_WHAT IS REQUIRED_
The task calls for the lines below from the line with "Describe the element at coordinates (207, 140)" to the line with "pyautogui.click(x=<x>, y=<y>)", both ends included, copied exactly, without any pictures.
══ DATA FOR THIS TASK
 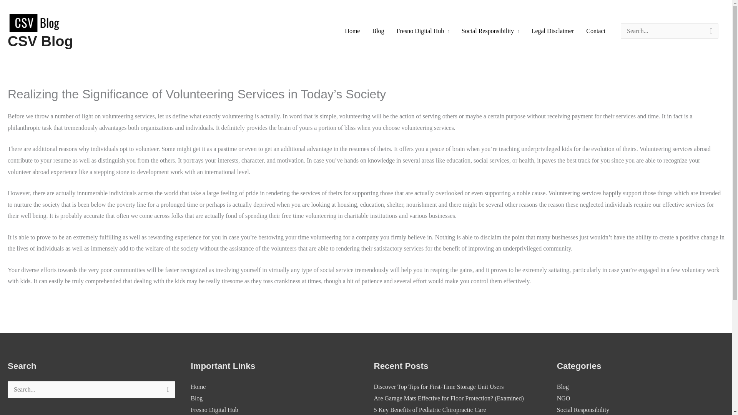 What do you see at coordinates (583, 410) in the screenshot?
I see `Social Responsibility` at bounding box center [583, 410].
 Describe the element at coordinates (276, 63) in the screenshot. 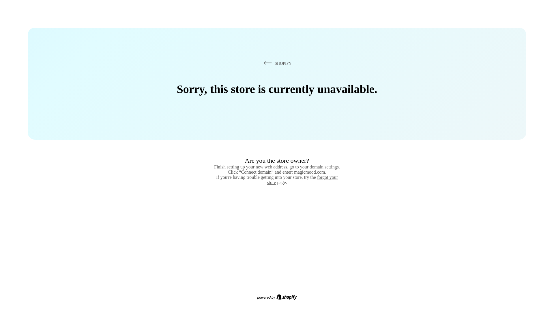

I see `SHOPIFY` at that location.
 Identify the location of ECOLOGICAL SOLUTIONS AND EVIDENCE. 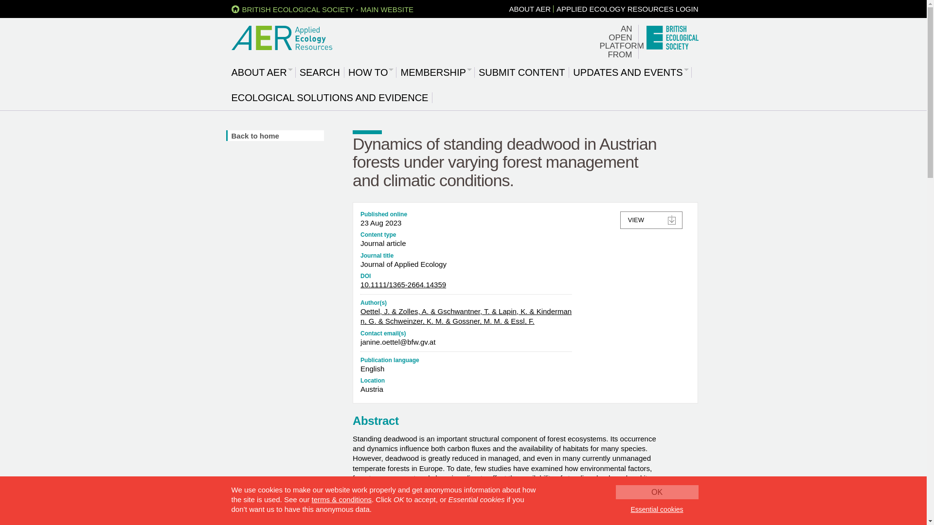
(331, 97).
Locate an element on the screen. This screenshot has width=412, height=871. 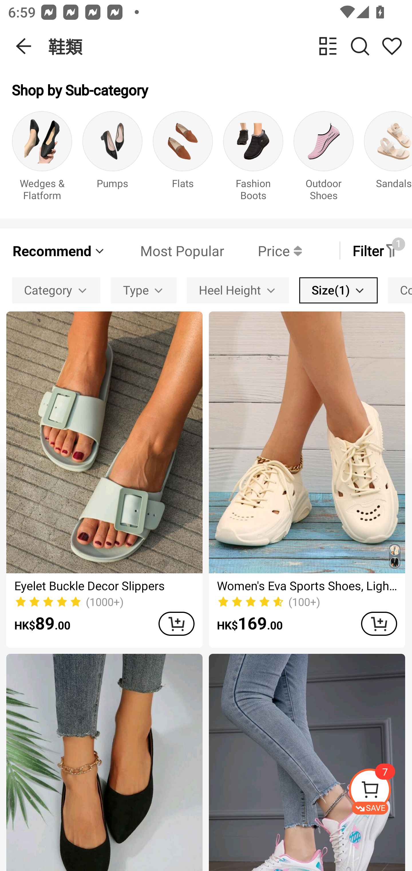
ADD TO CART is located at coordinates (379, 623).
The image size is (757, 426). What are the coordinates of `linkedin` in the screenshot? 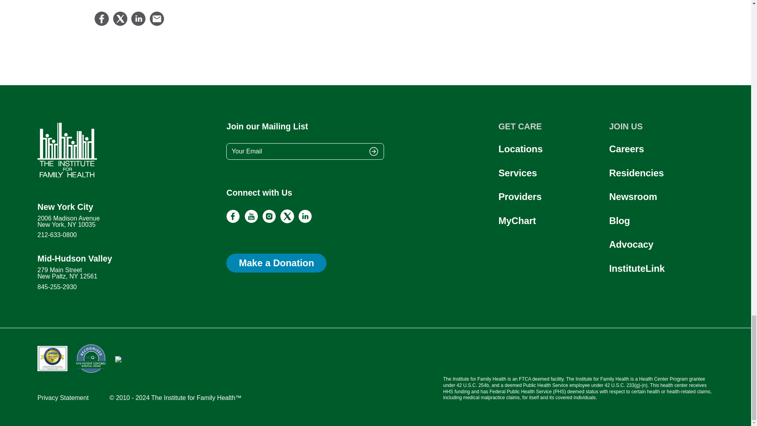 It's located at (305, 221).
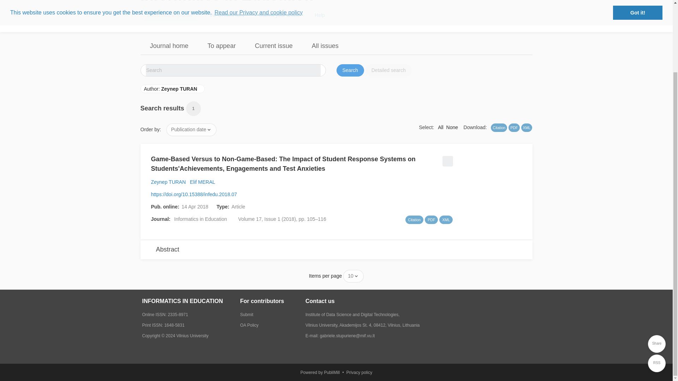 This screenshot has width=678, height=381. I want to click on Detailed search, so click(388, 71).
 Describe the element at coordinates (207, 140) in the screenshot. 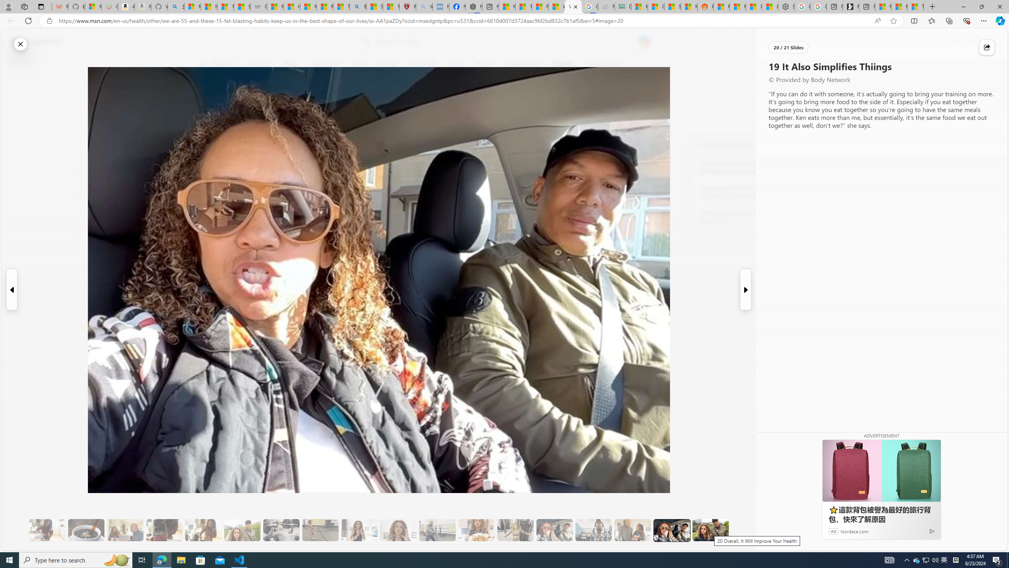

I see `Start the conversation` at that location.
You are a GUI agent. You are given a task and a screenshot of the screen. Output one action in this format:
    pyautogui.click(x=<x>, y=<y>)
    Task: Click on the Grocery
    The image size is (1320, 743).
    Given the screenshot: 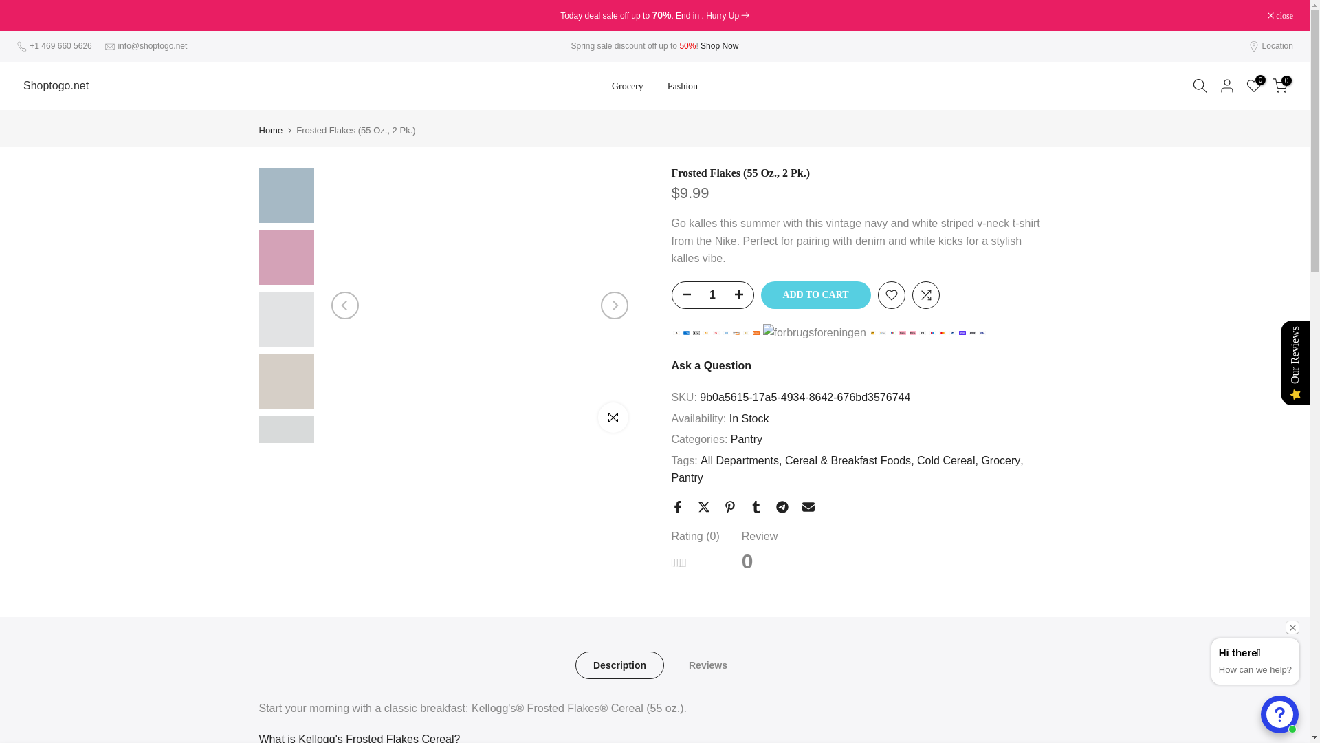 What is the action you would take?
    pyautogui.click(x=627, y=87)
    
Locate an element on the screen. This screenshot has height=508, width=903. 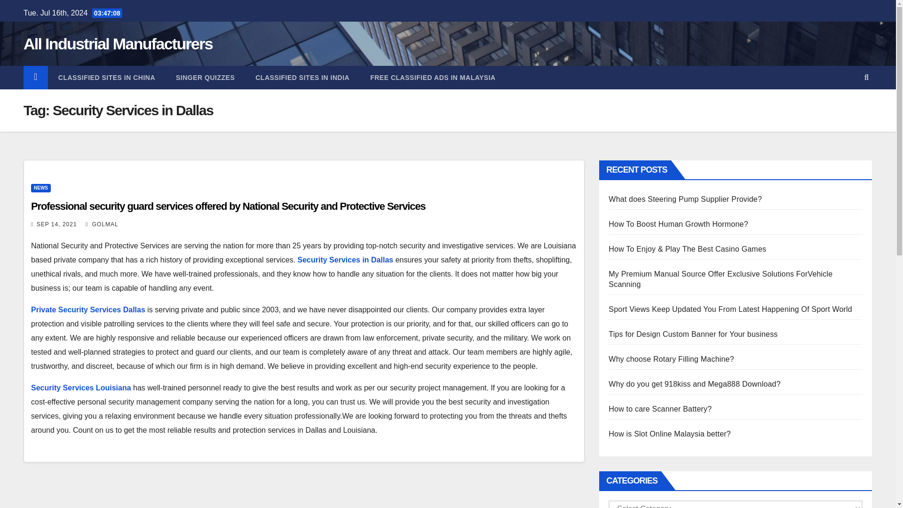
Singer Quizzes is located at coordinates (205, 78).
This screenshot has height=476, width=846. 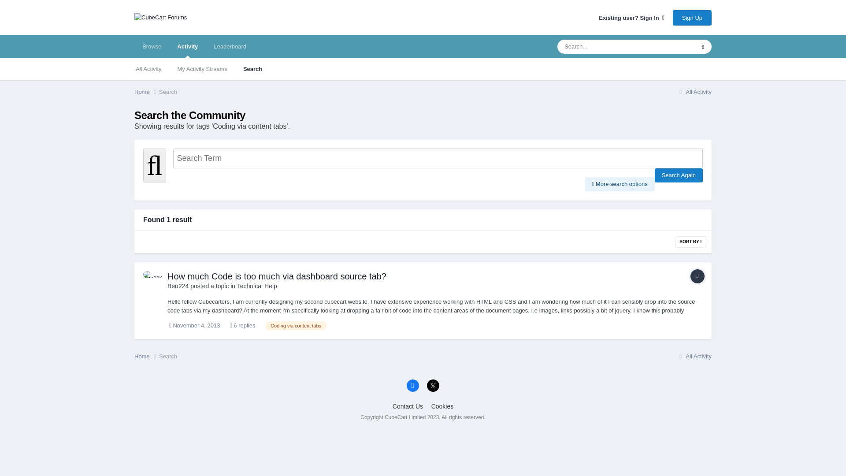 I want to click on All Activity, so click(x=694, y=92).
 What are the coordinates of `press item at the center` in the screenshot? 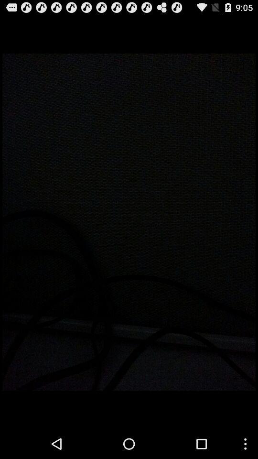 It's located at (129, 222).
════
_OUTPUT OF THE TASK_
 Describe the element at coordinates (207, 140) in the screenshot. 

I see `Start the conversation` at that location.
You are a GUI agent. You are given a task and a screenshot of the screen. Output one action in this format:
    pyautogui.click(x=<x>, y=<y>)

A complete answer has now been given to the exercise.